MovieChat Forums > Capsule (2016) Discussion > So busy trying to be clever it ends up b...

So busy trying to be clever it ends up being stupid.


POTENTIAL SPOILER WARNING:

I suspect either someone with a huge IQ and too much time on their hands OR someone in the know has written those trivia items: see the spoilers.

Seems to me there's one thing putting "Easter Eggs" into films but those are so bizarre no normal viewer could ever be expected to see them. You're watching a film - a visual medium - not reading a book! This isn't supposed to be an Agatha Christie.

Also, the whole hypoxia plot was stretched beyond breaking point. The dials appear to are showing that he HAS available oxygen in the tanks - not the amount of breathable oxygen in the atmosphere. Normal air contains about 21% breathable oxygen - but that gauge is measuring 0-100%. (Full to empty?)
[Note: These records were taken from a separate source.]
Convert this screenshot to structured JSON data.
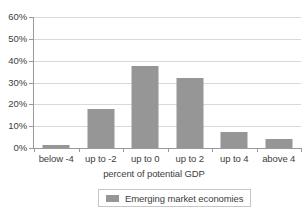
{
  "chart_data": {
    "type": "bar",
    "title": "",
    "subtitle": "",
    "xlabel": "percent of potential GDP",
    "ylabel": "",
    "categories": [
      "below -4",
      "up to -2",
      "up to 0",
      "up to 2",
      "up to 4",
      "above 4"
    ],
    "series": [
      {
        "name": "Emerging market economies",
        "color": "#969696",
        "values": [
          1.2,
          18.0,
          37.5,
          32.0,
          7.5,
          4.0
        ]
      }
    ],
    "values": [
      1.2,
      18.0,
      37.5,
      32.0,
      7.5,
      4.0
    ],
    "ylim": [
      0,
      60
    ],
    "ytick_values": [
      0,
      10,
      20,
      30,
      40,
      50,
      60
    ],
    "ytick_labels": [
      "0%",
      "10%",
      "20%",
      "30%",
      "40%",
      "50%",
      "60%"
    ],
    "grid": "horizontal",
    "legend_position": "bottom",
    "value_format": "percent",
    "background_color": "#ffffff",
    "gridline_color": "#d9d9d9",
    "axis_color": "#9a9a9a"
  },
  "legend": {
    "entries": [
      {
        "label": "Emerging market economies",
        "color": "#969696"
      }
    ]
  }
}
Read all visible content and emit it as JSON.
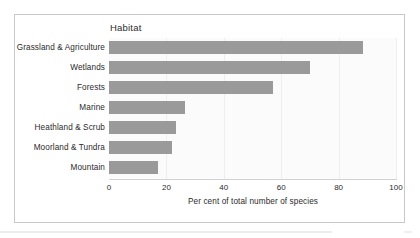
{
  "chart_data": {
    "type": "bar",
    "orientation": "horizontal",
    "title": "Habitat",
    "xlabel": "Per cent of total number of species",
    "ylabel": "",
    "categories": [
      "Grassland & Agriculture",
      "Wetlands",
      "Forests",
      "Marine",
      "Heathland & Scrub",
      "Moorland & Tundra",
      "Mountain"
    ],
    "values": [
      88.5,
      70,
      57,
      26.5,
      23.5,
      22,
      17
    ],
    "xlim": [
      0,
      100
    ],
    "xticks": [
      0,
      20,
      40,
      60,
      80,
      100
    ],
    "xtick_labels": [
      "0",
      "20",
      "40",
      "60",
      "80",
      "100"
    ],
    "grid": true,
    "legend": "none",
    "bar_color": "#9a9a9a",
    "plot_background": "#fbfbfb",
    "frame_color": "#c9c9c9",
    "text_color": "#2b2b2b"
  }
}
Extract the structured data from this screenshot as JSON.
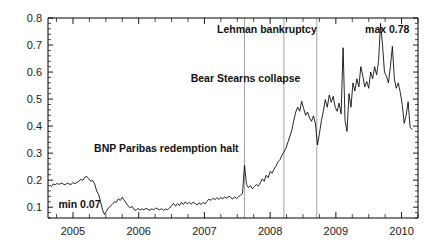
{
  "chart_data": {
    "type": "line",
    "title": "",
    "subtitle": "",
    "xlabel": "",
    "ylabel": "",
    "xlim": [
      2004.62,
      2010.25
    ],
    "ylim": [
      0.06,
      0.8
    ],
    "grid": false,
    "legend": "none",
    "y_ticks": [
      "0.1",
      "0.2",
      "0.3",
      "0.4",
      "0.5",
      "0.6",
      "0.7",
      "0.8"
    ],
    "y_tick_values": [
      0.1,
      0.2,
      0.3,
      0.4,
      0.5,
      0.6,
      0.7,
      0.8
    ],
    "y_minor_step": 0.02,
    "x_ticks": [
      "2005",
      "2006",
      "2007",
      "2008",
      "2009",
      "2010"
    ],
    "x_tick_values": [
      2005,
      2006,
      2007,
      2008,
      2009,
      2010
    ],
    "x_minor_step": 0.25,
    "series_name": "spread",
    "series_color": "#000000",
    "annotations": [
      {
        "text": "Lehman bankruptcy",
        "x": 2008.71,
        "y": 0.745,
        "anchor": "end"
      },
      {
        "text": "max 0.78",
        "x": 2010.12,
        "y": 0.745,
        "anchor": "end"
      },
      {
        "text": "Bear Stearns collapse",
        "x": 2008.46,
        "y": 0.565,
        "anchor": "end"
      },
      {
        "text": "BNP Paribas redemption halt",
        "x": 2007.52,
        "y": 0.305,
        "anchor": "end"
      },
      {
        "text": "min 0.07",
        "x": 2004.78,
        "y": 0.098,
        "anchor": "start"
      }
    ],
    "event_lines": [
      {
        "label": "BNP Paribas redemption halt",
        "x": 2007.61
      },
      {
        "label": "Bear Stearns collapse",
        "x": 2008.21
      },
      {
        "label": "Lehman bankruptcy",
        "x": 2008.71
      }
    ],
    "min_value": 0.07,
    "max_value": 0.78,
    "x": [
      2004.67,
      2004.7,
      2004.73,
      2004.76,
      2004.79,
      2004.82,
      2004.85,
      2004.88,
      2004.91,
      2004.94,
      2004.97,
      2005.0,
      2005.03,
      2005.06,
      2005.09,
      2005.12,
      2005.15,
      2005.18,
      2005.21,
      2005.24,
      2005.27,
      2005.3,
      2005.33,
      2005.36,
      2005.39,
      2005.42,
      2005.45,
      2005.48,
      2005.51,
      2005.54,
      2005.57,
      2005.6,
      2005.63,
      2005.66,
      2005.69,
      2005.72,
      2005.75,
      2005.78,
      2005.81,
      2005.84,
      2005.87,
      2005.9,
      2005.93,
      2005.96,
      2005.99,
      2006.02,
      2006.05,
      2006.08,
      2006.11,
      2006.14,
      2006.17,
      2006.2,
      2006.23,
      2006.26,
      2006.29,
      2006.32,
      2006.35,
      2006.38,
      2006.41,
      2006.44,
      2006.47,
      2006.5,
      2006.53,
      2006.56,
      2006.59,
      2006.62,
      2006.65,
      2006.68,
      2006.71,
      2006.74,
      2006.77,
      2006.8,
      2006.83,
      2006.86,
      2006.89,
      2006.92,
      2006.95,
      2006.98,
      2007.01,
      2007.04,
      2007.07,
      2007.1,
      2007.13,
      2007.16,
      2007.19,
      2007.22,
      2007.25,
      2007.28,
      2007.31,
      2007.34,
      2007.37,
      2007.4,
      2007.43,
      2007.46,
      2007.49,
      2007.52,
      2007.55,
      2007.58,
      2007.61,
      2007.64,
      2007.67,
      2007.7,
      2007.73,
      2007.76,
      2007.79,
      2007.82,
      2007.85,
      2007.88,
      2007.91,
      2007.94,
      2007.97,
      2008.0,
      2008.03,
      2008.06,
      2008.09,
      2008.12,
      2008.15,
      2008.18,
      2008.21,
      2008.24,
      2008.27,
      2008.3,
      2008.33,
      2008.36,
      2008.39,
      2008.42,
      2008.45,
      2008.48,
      2008.51,
      2008.54,
      2008.57,
      2008.6,
      2008.63,
      2008.66,
      2008.69,
      2008.72,
      2008.75,
      2008.78,
      2008.81,
      2008.84,
      2008.87,
      2008.9,
      2008.93,
      2008.96,
      2008.99,
      2009.02,
      2009.05,
      2009.08,
      2009.11,
      2009.14,
      2009.17,
      2009.2,
      2009.23,
      2009.26,
      2009.29,
      2009.32,
      2009.35,
      2009.38,
      2009.41,
      2009.44,
      2009.47,
      2009.5,
      2009.53,
      2009.56,
      2009.59,
      2009.62,
      2009.65,
      2009.68,
      2009.71,
      2009.74,
      2009.77,
      2009.8,
      2009.83,
      2009.86,
      2009.89,
      2009.92,
      2009.95,
      2009.98,
      2010.01,
      2010.04,
      2010.07,
      2010.1,
      2010.13,
      2010.16
    ],
    "y": [
      0.175,
      0.186,
      0.183,
      0.188,
      0.184,
      0.19,
      0.186,
      0.182,
      0.189,
      0.186,
      0.184,
      0.191,
      0.187,
      0.192,
      0.196,
      0.203,
      0.199,
      0.211,
      0.214,
      0.205,
      0.196,
      0.199,
      0.186,
      0.16,
      0.148,
      0.12,
      0.09,
      0.073,
      0.085,
      0.098,
      0.104,
      0.111,
      0.12,
      0.118,
      0.131,
      0.125,
      0.137,
      0.126,
      0.115,
      0.105,
      0.097,
      0.103,
      0.091,
      0.088,
      0.096,
      0.089,
      0.094,
      0.09,
      0.096,
      0.092,
      0.089,
      0.094,
      0.09,
      0.097,
      0.093,
      0.09,
      0.095,
      0.088,
      0.093,
      0.091,
      0.097,
      0.106,
      0.114,
      0.104,
      0.113,
      0.106,
      0.118,
      0.11,
      0.12,
      0.112,
      0.118,
      0.111,
      0.119,
      0.114,
      0.108,
      0.116,
      0.11,
      0.118,
      0.112,
      0.122,
      0.13,
      0.125,
      0.133,
      0.128,
      0.135,
      0.129,
      0.136,
      0.131,
      0.138,
      0.133,
      0.141,
      0.136,
      0.13,
      0.138,
      0.132,
      0.139,
      0.144,
      0.152,
      0.256,
      0.185,
      0.172,
      0.18,
      0.168,
      0.176,
      0.184,
      0.178,
      0.19,
      0.205,
      0.196,
      0.218,
      0.209,
      0.232,
      0.226,
      0.241,
      0.252,
      0.268,
      0.276,
      0.292,
      0.305,
      0.318,
      0.34,
      0.362,
      0.385,
      0.42,
      0.452,
      0.47,
      0.455,
      0.492,
      0.465,
      0.44,
      0.452,
      0.43,
      0.418,
      0.438,
      0.408,
      0.33,
      0.372,
      0.42,
      0.455,
      0.498,
      0.47,
      0.515,
      0.488,
      0.51,
      0.47,
      0.455,
      0.485,
      0.445,
      0.69,
      0.42,
      0.38,
      0.52,
      0.47,
      0.56,
      0.53,
      0.575,
      0.545,
      0.62,
      0.585,
      0.545,
      0.565,
      0.54,
      0.6,
      0.575,
      0.62,
      0.59,
      0.64,
      0.78,
      0.7,
      0.6,
      0.585,
      0.56,
      0.62,
      0.695,
      0.575,
      0.54,
      0.56,
      0.525,
      0.48,
      0.41,
      0.44,
      0.49,
      0.395,
      0.388
    ]
  }
}
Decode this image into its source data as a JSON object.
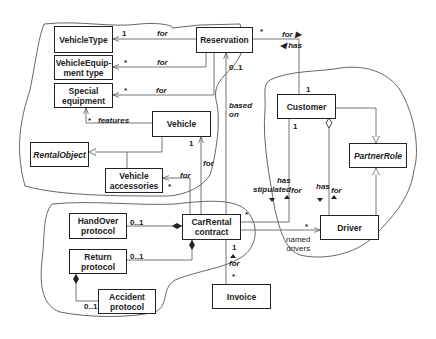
{
  "diagram": {
    "type": "UML class diagram",
    "classes": {
      "vehicle_type": "VehicleType",
      "vehicle_equipment_type": "VehicleEquip-\nment type",
      "special_equipment": "Special\nequipment",
      "reservation": "Reservation",
      "vehicle": "Vehicle",
      "rental_object": "RentalObject",
      "vehicle_accessories": "Vehicle\naccessories",
      "customer": "Customer",
      "partner_role": "PartnerRole",
      "handover_protocol": "HandOver\nprotocol",
      "carrental_contract": "CarRental\ncontract",
      "driver": "Driver",
      "return_protocol": "Return\nprotocol",
      "accident_protocol": "Accident\nprotocol",
      "invoice": "Invoice"
    },
    "labels": {
      "vt_mult": "1",
      "vt_for": "for",
      "vet_mult": "*",
      "vet_for": "for",
      "se_mult": "*",
      "se_for": "for",
      "features_mult": "*",
      "features": "features",
      "vehicle_mult": "1",
      "vehicle_for": "for",
      "acc_for": "for",
      "acc_mult": "*",
      "res_mult": "*",
      "res_for": "for ▶",
      "res_has": "◀ has",
      "res_based_mult": "0..1",
      "based_on": "based\non",
      "cust_mult": "1",
      "cust_mult2": "1",
      "has_stipulated": "has\nstipulated",
      "stip_for": "for",
      "has2": "has",
      "for2": "for",
      "handover_mult": "0..1",
      "return_mult": "0..1",
      "accident_mult": "0..1",
      "contract_star": "*",
      "driver_star": "*",
      "named_drivers": "named\ndrivers",
      "invoice_one": "1",
      "invoice_for": "for",
      "invoice_star": "*"
    }
  }
}
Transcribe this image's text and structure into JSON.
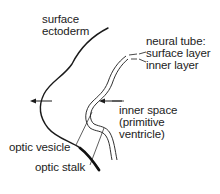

If we assume (and I didn't pay that much attention) that it was measuring oxygen in the air the 20ish percent would be about right and the pilot would not be hypoxic.

Assuming that's what it meant, hypoxia is observable from around 65%, but we're asked to believe that this guy is in a bad way. IF that gauge was measuring breathable oxygen, to be be hypoxic to that degree, the gauge would be 14% or lower. I believe the red line started about 20% and that the pilot referred to his oxygen reserves. So that doesn't add up regardless. If it were measuring relative breathable oxygen (where 100% is equal to 21% in the capsule's atmosphere) then at 20% the guy would already be a corpse.

That's a pretty important prop (and related dialogue) to get right.

Hypoxia does create a bunch of effects - loss of consciousness, brain damage and death if not reversed - but you can't really pick and choose which ones. Cyanosis (blue tint around the lips for example) wasn't apparent to me but I might have missed that.

Crucially though, even though the ground crew suggested he might be hypoxic the guy is able to hold a fairly normal, if emotional and confused, conversation. Our speech slurs and we star to sound drunk and sleepy as brain functions are suppressed. None of this is apparent. What we're presented with is a superbly qualified pilot who doesn't even seem to realise that he's hypoxic and despite being unable to screw in a lightbulb, is still able to wax lyrical about his wife back home. Also his demeanor or ability don't seem to change regardless of where his O2 supply is coming from.

My irk over those crazy clues in the spoilers might make more sense now. Someone, it seems, is trying to show us how clever they are with anagram's over Lottie's identity and yet fail to properly demonstrate one of the crucial lynchpins that the plot revolves around.